Now that museum, which is an affiliate of the Smithsonian Institution in Washington, DC, is getting heavily into claims about Area 51 and UFOs. It has a special exhibition on "Area 51," which requires a separate admission ticket. I did not see this exhibit, but I understand that it depicts ongoing classified projects, which would seem to place the museum in the same business as Wikileaks. Whether a Smithsonian-affiliated museum ought to be doing this is a serious moral and legal question. I thought that the Area 51 exhibit restricted itself to aerospace-related matters, but Lee Speigel writes in the Huffington Post, "Among the many items displayed are materials presented as "Authentic Alien Artifact" -- samples of small objects originating from an alleged UFO crash in Russia." So if you want to see an "Authentic Alien Artifact," the National Atomic Testing Museum claims to have one.
Lee Speigel's photo of an "Authentic Alien Artifact." |
The entrance to the National Atomic Testing Museum |
Another speaker is Col. Charles Halt (USAF Retired), who was the deputy base commander of the Bentwaters U.S. Air Force Base in England, and a major witness to the supposed Rendlesham "UFO landing" in December, 1980. As noted by the British skeptic Ian Ridpath, the tale told by Col. Halt about this incident has "improved" dramatically over the years. In 1980, he claimed only to have witnessed "starlike" objects in the sky. By 2010, his account had expanded so that the objects zoomed up over his head and sent down a laser-like beam at his feet. The audience at Las Vegas will surely hear the new and improved version of Col. Halt's tale, with no hint of any reasons to question it. As Ridpath wrote in reference to a posting by Dr. David Clarke,
Halt’s superior officer at the time of the events, Col Conrad, has been scathing of his claims, saying: “He should be ashamed and embarrassed by his allegation that his country and England both conspired to deceive their citizens over this issue. He knows better.”
Former intelligence officer Col. John Alexander (U.S. Army Retired), is also speaking. He probably organized this lecture event. Alexander is a bit unusual among UFO proponents in that he absolutely does not believe that the U.S. Government is covering up any "UFO secrets," or is engaged in any "UFO conspiracy." So that rules out belief in the Roswell Crash (which got him jeered while speaking at the MUFON Symposium last year). Yet Alexander apparently believes in a British UFO cover-up, as he is a strong proponent of Col. Halt and the other supposed witnesses at Rendlesham. James McGaha and I each told Alexander personally about Col. Halt's changing UFO claims, and asked how could he continue to have confidence in Halt's story? But Alexander does not seem troubled by Halt's inconsistency in the least, or by the dressing-down of Col. Halt by his superior officer, Col. Conrad; why give up on a UFO story as good as this one??!!!
Also speaking are retired Air Force Cols. William Coleman and Robert Friend. Col. Friend was the director of the U.S. Air Force's Project Blue Book. Coleman, an Air Force public information spokesman, was the producer of the former NBC-TV program "Project UFO," which ran two seasons (1978 and 1979). The show was so bad that, as I wrote in Psychic Vibrations (SI Fall 1979; book, p. 15):
Edward Winters, one of the stars of the series, explained how the writers for Project UFO got their material: “As I understand the story, the Air Force finally got tired of looking at us, because they said, ‘Anything your writers can dream up, we can find … There are over 12,000 cases in the Blue Book report.’ So instead of finding it first and then writing about it, they let the writers write it and then they go find one like it!”If either of these gentlemen, Col. Friend or Col. Coleman, ever actually had any "UFO secrets," they should have appeared in the Blue Book files. Or at least in Project UFO.
James McGaha contacted the Director of the National Atomic Testing Museum, Allan Palmer, to get an explanation of why such sensationalist material was being presented under the auspices of the museum, but received no clear explanation. His attempts to get a comment on this matter from the Smithsonian has thus far been likewise unsuccessful.
For whatever reason, we are now seeing once-respected names dragging themselves through the swamp of UFO and alien claims. First the National Geographic, embracing UFO claims as if there were no tomorrow, with Chasing UFOs merely the most egregious example. Now even a Smithsonian-affiliated museum is shamelessly promoting entirely uncritical UFO claims. What will be next: Bigfoot exhibits? Astrological displays? Are museums to be the next venue for tabloid entertainment? If America's museums are willing to shed all scholarly rigor and self-respect to bring more visitors through the doors, then it will be a sorry day for science education in America.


▶ _Task goal_: Starting at the line that contains "Find all labels, buttons, inputs, and", write out every line to the end of the records below exactly, and leave out the pictures.

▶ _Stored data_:
= = = = =
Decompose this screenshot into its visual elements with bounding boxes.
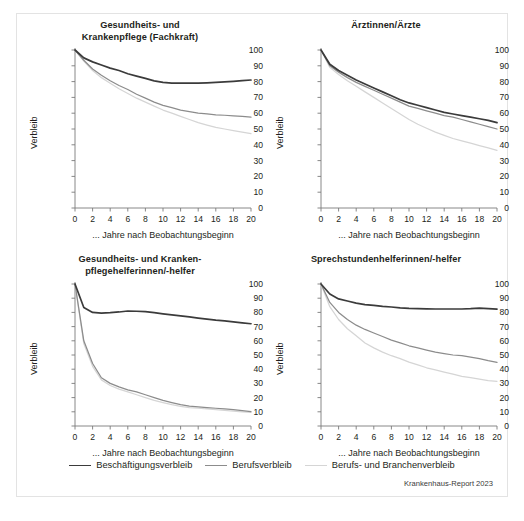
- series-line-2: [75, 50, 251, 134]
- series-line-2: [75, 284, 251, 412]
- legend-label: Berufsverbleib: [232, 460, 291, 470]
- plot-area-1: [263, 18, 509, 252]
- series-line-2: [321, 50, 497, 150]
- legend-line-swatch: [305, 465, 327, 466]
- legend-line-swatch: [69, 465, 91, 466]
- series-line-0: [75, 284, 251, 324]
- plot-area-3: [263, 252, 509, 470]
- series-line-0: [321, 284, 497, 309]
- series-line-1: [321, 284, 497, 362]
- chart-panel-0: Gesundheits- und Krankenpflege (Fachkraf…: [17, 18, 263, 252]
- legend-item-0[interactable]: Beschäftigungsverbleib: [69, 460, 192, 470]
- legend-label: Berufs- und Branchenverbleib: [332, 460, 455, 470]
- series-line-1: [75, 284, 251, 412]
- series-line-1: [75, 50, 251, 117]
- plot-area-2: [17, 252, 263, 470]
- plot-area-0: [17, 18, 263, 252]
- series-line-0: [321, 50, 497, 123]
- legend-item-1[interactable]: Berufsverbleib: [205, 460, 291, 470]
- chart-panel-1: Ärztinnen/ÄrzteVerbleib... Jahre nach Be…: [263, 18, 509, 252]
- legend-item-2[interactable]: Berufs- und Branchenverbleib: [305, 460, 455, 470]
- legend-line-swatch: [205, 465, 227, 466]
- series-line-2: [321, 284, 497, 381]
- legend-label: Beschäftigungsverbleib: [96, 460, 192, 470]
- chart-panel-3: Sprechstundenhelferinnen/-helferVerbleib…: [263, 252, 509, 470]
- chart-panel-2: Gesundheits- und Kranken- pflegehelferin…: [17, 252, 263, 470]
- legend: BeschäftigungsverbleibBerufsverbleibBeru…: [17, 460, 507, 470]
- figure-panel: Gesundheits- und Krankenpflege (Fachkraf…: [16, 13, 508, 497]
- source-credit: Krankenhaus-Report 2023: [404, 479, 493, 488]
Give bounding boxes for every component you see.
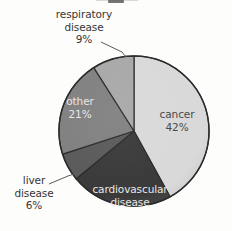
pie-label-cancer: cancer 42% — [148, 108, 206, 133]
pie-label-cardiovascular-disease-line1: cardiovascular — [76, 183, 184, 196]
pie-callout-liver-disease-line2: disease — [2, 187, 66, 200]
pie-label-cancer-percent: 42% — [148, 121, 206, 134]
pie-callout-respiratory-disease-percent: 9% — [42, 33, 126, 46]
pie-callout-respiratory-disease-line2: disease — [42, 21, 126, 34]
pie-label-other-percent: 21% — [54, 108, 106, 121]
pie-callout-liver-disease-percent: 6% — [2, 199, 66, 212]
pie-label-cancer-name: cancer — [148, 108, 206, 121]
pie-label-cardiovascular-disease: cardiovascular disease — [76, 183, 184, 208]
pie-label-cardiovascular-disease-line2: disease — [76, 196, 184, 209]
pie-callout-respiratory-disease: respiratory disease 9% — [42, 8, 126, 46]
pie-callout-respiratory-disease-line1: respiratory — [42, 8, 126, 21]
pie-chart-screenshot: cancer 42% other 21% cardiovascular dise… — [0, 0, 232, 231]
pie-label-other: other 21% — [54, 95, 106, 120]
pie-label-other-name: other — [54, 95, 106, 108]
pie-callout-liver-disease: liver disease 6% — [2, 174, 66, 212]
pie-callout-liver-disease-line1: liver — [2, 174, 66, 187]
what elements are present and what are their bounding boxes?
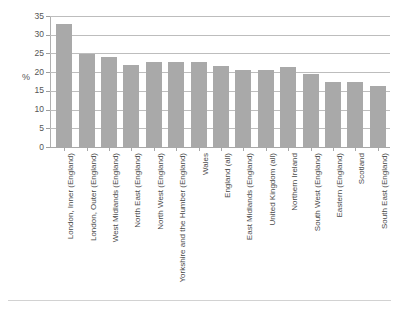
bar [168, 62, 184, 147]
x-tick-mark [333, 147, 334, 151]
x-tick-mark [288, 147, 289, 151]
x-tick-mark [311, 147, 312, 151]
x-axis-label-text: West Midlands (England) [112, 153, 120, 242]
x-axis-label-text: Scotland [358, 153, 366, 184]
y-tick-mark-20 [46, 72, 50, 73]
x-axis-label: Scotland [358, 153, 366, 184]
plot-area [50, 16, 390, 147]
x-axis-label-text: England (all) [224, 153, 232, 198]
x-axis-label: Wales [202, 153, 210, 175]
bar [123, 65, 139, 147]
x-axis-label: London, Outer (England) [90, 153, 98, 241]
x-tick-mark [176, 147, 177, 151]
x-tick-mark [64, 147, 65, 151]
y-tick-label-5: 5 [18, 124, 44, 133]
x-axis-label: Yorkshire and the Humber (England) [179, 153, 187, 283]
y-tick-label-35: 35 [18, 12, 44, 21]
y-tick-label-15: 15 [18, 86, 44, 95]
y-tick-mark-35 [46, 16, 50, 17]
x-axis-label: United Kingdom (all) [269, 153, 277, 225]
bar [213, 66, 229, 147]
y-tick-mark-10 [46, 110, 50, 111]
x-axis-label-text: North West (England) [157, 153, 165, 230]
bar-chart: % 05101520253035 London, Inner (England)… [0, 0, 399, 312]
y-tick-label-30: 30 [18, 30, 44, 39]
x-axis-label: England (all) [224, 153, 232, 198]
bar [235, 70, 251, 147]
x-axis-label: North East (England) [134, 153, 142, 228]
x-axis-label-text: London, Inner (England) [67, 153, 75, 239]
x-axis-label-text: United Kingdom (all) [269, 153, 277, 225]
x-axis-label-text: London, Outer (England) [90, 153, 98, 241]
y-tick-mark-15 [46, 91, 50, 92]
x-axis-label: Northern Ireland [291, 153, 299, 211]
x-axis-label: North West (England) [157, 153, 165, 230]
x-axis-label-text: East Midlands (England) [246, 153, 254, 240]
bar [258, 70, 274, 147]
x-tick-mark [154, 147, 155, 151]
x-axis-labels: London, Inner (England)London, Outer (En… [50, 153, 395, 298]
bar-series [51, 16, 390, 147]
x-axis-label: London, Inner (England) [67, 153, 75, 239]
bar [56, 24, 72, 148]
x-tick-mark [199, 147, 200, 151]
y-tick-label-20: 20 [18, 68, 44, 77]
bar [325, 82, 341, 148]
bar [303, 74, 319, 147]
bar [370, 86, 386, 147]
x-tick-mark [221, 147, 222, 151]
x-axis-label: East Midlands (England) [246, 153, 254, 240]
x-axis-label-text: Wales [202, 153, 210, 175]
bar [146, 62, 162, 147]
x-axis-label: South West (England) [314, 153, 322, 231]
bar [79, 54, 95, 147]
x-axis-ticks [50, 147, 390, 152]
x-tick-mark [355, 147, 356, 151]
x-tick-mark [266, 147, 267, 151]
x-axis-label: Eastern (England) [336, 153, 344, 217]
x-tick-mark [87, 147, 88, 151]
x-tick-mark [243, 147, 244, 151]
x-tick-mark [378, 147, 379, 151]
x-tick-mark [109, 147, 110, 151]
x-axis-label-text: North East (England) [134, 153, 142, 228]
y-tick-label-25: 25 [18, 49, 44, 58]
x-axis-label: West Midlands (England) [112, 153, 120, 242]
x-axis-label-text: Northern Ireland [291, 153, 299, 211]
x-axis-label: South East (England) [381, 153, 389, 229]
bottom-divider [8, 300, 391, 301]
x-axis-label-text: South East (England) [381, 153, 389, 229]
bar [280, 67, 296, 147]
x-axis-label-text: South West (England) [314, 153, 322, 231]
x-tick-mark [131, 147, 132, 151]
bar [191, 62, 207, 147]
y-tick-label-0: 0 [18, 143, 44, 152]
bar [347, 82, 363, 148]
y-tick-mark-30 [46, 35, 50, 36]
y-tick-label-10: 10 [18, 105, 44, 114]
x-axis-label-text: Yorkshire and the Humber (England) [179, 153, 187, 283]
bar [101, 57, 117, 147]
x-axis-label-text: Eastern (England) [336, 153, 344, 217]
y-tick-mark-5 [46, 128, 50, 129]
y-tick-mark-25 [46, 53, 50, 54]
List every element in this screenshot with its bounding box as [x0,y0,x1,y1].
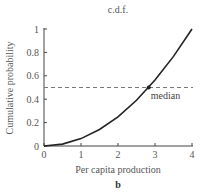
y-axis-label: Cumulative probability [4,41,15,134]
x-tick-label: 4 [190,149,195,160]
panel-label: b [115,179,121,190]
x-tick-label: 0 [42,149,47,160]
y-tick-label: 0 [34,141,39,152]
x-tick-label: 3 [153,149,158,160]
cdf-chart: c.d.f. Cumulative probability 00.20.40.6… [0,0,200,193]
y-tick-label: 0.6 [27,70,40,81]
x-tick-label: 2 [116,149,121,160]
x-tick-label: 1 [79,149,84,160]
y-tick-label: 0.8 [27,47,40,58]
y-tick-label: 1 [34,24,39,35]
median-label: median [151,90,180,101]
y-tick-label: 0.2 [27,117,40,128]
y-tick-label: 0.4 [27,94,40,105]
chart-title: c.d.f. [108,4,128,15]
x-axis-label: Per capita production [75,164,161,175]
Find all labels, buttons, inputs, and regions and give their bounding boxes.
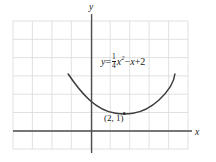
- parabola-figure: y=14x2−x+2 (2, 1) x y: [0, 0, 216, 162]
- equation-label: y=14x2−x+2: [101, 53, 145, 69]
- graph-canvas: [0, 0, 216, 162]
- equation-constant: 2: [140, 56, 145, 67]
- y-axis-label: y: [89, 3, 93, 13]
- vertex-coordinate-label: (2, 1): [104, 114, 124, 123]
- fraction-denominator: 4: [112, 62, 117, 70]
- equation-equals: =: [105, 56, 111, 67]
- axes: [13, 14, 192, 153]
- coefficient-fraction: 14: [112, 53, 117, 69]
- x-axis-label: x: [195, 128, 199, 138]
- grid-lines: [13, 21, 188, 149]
= = = = =
▶ _Answer to the problem_:
Find all labels, buttons, inputs, and regions and give their bounding boxes.
- parabola-figure: y=14x2−x+2 (2, 1) x y: [0, 0, 216, 162]
- equation-label: y=14x2−x+2: [101, 53, 145, 69]
- graph-canvas: [0, 0, 216, 162]
- equation-constant: 2: [140, 56, 145, 67]
- y-axis-label: y: [89, 3, 93, 13]
- vertex-coordinate-label: (2, 1): [104, 114, 124, 123]
- fraction-denominator: 4: [112, 62, 117, 70]
- equation-equals: =: [105, 56, 111, 67]
- axes: [13, 14, 192, 153]
- coefficient-fraction: 14: [112, 53, 117, 69]
- x-axis-label: x: [195, 128, 199, 138]
- grid-lines: [13, 21, 188, 149]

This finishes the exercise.